While the U.S. Senate performed well with its bipartisan move to reform the Veterans Administration, when it came to student loans, it was petulant, partisan business as usual.
Sen. Elizabeth Warren, D-Mass., introduced a bill to allow borrowers with student loans issued before 2010 to refinance at 3.86 percent – the rate Congress set for federal student loans last year. While hardly a fix for the whole student-loan problem, the Obama administration had estimated it would have saved 25 million people $2,000 over the life of their loans.
Nonetheless, the bill died with a 56-38 vote on a now-routine cloture vote, which requires 60 votes to advance the bill to actual debate.
Republican opposition was nominally founded on the notion the bill was about election-year politics.
“It’s really all about Senate Democrats,” said Minority Leader Mitch McConnell, R-Ky. “They want an issue to campaign on to save their own hides this November.”
But if elected officials do what is good for their constituents, and the voters reward them with re-election, is that not how things are supposed to work? Republicans could have signed on and gotten the same benefit.
The real issue is that Warren’s bill would have covered the cost of lowering rates with the “Buffett Rule” – taxing incomes greater than $1 million as wages instead of capital gains, which is usually the case now. The GOP leadership was having none of that.
Warren had said the Democrats were open to alternative ways to pay for lower rates, but Republicans offered none. And Americans will continue to pay.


*Problem details*. Look down the entries below and report how many lines hold the string "Clicks"; write nothing else.

##### Extracted records #####

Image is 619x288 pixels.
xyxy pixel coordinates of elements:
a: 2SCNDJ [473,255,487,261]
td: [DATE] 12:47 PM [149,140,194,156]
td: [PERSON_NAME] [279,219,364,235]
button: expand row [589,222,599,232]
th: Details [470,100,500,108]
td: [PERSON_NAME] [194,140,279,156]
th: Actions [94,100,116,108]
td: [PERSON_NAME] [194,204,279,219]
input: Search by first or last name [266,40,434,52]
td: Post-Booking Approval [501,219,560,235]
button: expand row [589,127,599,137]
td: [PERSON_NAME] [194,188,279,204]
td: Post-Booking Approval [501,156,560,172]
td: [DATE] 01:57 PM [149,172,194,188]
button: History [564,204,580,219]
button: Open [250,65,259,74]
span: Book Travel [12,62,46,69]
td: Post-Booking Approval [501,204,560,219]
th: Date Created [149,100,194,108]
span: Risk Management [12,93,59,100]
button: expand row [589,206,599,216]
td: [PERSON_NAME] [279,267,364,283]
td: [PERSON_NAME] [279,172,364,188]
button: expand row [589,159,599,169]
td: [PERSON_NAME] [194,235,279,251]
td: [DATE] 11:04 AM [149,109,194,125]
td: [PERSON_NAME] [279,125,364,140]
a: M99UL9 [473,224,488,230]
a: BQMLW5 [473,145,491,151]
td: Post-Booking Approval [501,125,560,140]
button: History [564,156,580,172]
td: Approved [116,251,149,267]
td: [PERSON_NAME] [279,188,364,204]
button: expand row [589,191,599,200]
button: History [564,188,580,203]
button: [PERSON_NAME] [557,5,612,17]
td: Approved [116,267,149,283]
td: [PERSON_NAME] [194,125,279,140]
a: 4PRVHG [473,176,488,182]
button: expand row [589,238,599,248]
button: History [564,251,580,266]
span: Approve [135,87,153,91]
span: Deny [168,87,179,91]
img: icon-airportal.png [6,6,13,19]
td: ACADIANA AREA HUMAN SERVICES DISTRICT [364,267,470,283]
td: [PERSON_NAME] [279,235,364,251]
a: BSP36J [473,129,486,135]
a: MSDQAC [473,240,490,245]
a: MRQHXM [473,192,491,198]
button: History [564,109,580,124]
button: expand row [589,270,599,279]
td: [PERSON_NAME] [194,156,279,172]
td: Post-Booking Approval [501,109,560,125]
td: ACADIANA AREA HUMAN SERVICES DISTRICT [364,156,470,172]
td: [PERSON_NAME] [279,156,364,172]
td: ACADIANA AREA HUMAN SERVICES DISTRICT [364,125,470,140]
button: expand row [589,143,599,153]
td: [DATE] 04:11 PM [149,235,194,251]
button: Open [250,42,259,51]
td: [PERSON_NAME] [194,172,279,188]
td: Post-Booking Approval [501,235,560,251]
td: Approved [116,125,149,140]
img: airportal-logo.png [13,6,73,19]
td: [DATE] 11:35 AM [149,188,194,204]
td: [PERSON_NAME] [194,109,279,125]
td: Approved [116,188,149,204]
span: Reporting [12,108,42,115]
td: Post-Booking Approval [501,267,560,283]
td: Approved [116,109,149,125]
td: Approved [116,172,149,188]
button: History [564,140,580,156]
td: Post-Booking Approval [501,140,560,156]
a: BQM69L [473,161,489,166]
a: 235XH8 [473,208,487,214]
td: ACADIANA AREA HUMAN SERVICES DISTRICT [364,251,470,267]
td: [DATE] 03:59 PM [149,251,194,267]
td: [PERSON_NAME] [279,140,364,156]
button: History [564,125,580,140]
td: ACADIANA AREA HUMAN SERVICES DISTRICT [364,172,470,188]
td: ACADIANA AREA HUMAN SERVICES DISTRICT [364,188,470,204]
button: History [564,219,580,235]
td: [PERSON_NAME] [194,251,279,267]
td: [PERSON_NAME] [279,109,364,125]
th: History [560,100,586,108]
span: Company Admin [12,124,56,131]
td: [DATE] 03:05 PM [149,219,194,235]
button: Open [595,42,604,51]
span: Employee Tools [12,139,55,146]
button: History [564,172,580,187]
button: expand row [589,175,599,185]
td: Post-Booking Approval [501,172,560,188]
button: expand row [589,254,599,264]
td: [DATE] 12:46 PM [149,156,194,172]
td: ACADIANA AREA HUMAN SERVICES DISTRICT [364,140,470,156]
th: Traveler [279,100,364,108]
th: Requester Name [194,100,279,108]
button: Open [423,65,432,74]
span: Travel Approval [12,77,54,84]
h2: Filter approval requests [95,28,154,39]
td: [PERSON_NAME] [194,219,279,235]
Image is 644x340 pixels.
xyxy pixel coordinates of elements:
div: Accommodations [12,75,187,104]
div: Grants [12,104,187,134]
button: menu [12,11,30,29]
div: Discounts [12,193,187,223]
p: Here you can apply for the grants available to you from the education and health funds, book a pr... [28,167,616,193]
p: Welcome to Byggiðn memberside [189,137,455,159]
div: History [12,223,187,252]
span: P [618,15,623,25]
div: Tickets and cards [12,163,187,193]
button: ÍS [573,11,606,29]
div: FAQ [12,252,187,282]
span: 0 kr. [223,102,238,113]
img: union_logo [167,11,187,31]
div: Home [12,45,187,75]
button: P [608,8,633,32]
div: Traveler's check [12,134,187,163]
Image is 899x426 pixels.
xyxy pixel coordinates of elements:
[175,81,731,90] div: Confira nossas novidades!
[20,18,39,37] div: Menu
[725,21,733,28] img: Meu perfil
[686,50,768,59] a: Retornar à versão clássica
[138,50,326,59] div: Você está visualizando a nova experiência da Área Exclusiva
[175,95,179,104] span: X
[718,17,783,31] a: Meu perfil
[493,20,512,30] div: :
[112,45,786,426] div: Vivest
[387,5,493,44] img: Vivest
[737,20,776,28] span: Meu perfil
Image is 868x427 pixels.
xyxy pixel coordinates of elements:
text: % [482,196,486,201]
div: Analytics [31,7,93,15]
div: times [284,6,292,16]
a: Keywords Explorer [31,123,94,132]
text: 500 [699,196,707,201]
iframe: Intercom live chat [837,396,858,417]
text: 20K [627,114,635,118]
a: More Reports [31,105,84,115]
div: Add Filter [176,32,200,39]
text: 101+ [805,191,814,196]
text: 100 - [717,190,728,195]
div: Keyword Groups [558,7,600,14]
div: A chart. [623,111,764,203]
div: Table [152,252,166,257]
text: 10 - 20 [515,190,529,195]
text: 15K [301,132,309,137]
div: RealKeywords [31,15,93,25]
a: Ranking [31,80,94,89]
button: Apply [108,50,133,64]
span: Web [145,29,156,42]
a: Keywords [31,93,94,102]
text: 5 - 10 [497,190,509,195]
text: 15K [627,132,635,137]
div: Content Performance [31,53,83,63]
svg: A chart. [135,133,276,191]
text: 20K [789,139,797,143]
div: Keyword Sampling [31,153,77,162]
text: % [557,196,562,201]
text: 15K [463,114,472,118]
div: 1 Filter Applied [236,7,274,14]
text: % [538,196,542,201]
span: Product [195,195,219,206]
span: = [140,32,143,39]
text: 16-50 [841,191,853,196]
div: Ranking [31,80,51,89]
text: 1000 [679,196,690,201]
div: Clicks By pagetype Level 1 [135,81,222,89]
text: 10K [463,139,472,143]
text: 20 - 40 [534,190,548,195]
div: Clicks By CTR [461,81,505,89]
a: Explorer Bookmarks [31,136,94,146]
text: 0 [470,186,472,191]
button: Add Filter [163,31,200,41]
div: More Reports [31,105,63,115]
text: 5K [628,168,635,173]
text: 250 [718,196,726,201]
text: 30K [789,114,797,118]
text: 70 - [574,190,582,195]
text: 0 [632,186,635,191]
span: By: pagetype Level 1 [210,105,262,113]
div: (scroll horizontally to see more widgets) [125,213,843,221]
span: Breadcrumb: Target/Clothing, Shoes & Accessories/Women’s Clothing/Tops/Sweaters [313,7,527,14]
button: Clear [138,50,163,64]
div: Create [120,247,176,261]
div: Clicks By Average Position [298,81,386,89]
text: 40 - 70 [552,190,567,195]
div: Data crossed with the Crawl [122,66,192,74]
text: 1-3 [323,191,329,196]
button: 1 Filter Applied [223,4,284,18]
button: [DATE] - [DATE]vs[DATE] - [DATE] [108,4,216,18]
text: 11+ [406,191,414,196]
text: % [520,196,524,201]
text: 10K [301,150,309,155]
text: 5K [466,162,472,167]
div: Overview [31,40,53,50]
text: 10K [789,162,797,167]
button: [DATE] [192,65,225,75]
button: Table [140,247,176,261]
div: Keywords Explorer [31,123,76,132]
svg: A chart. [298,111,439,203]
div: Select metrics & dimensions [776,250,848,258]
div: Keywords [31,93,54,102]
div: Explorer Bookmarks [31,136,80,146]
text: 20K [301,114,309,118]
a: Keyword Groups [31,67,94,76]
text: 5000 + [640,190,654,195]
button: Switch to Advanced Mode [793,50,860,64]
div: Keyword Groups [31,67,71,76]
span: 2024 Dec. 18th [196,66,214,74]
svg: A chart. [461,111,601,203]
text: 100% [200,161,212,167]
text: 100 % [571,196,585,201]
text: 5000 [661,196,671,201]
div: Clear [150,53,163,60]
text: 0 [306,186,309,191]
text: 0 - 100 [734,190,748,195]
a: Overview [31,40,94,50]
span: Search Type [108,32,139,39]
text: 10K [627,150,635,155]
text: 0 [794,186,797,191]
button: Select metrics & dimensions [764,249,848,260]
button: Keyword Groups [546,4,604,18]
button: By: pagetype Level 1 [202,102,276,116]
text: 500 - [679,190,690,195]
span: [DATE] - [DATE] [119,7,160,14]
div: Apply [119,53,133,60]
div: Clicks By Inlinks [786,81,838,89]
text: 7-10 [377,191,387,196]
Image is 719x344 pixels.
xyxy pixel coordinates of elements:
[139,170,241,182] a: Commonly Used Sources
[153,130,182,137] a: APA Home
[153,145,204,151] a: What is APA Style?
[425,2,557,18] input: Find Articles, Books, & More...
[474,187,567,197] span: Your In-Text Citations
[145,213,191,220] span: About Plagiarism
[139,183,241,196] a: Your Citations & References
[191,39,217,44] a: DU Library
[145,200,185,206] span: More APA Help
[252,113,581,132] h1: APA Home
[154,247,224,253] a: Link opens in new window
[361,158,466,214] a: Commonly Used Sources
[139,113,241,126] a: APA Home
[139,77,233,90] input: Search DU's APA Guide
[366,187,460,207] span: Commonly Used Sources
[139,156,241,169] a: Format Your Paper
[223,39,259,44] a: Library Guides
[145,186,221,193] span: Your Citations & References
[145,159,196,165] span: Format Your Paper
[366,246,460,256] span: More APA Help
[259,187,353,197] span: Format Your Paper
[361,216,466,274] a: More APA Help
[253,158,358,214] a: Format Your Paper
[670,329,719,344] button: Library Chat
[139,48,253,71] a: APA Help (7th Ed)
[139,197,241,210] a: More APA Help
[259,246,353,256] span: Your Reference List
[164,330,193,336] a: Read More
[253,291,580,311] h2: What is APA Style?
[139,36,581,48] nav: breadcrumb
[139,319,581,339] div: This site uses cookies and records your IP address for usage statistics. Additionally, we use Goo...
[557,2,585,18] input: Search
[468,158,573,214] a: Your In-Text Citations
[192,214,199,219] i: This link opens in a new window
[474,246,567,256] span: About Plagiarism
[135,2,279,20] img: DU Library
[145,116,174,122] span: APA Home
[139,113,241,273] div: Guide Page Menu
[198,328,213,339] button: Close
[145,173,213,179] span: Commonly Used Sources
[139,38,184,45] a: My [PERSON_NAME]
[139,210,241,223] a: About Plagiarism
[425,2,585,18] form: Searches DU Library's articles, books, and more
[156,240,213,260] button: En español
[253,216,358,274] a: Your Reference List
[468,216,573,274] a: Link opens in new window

#####

*Result of this task*. 4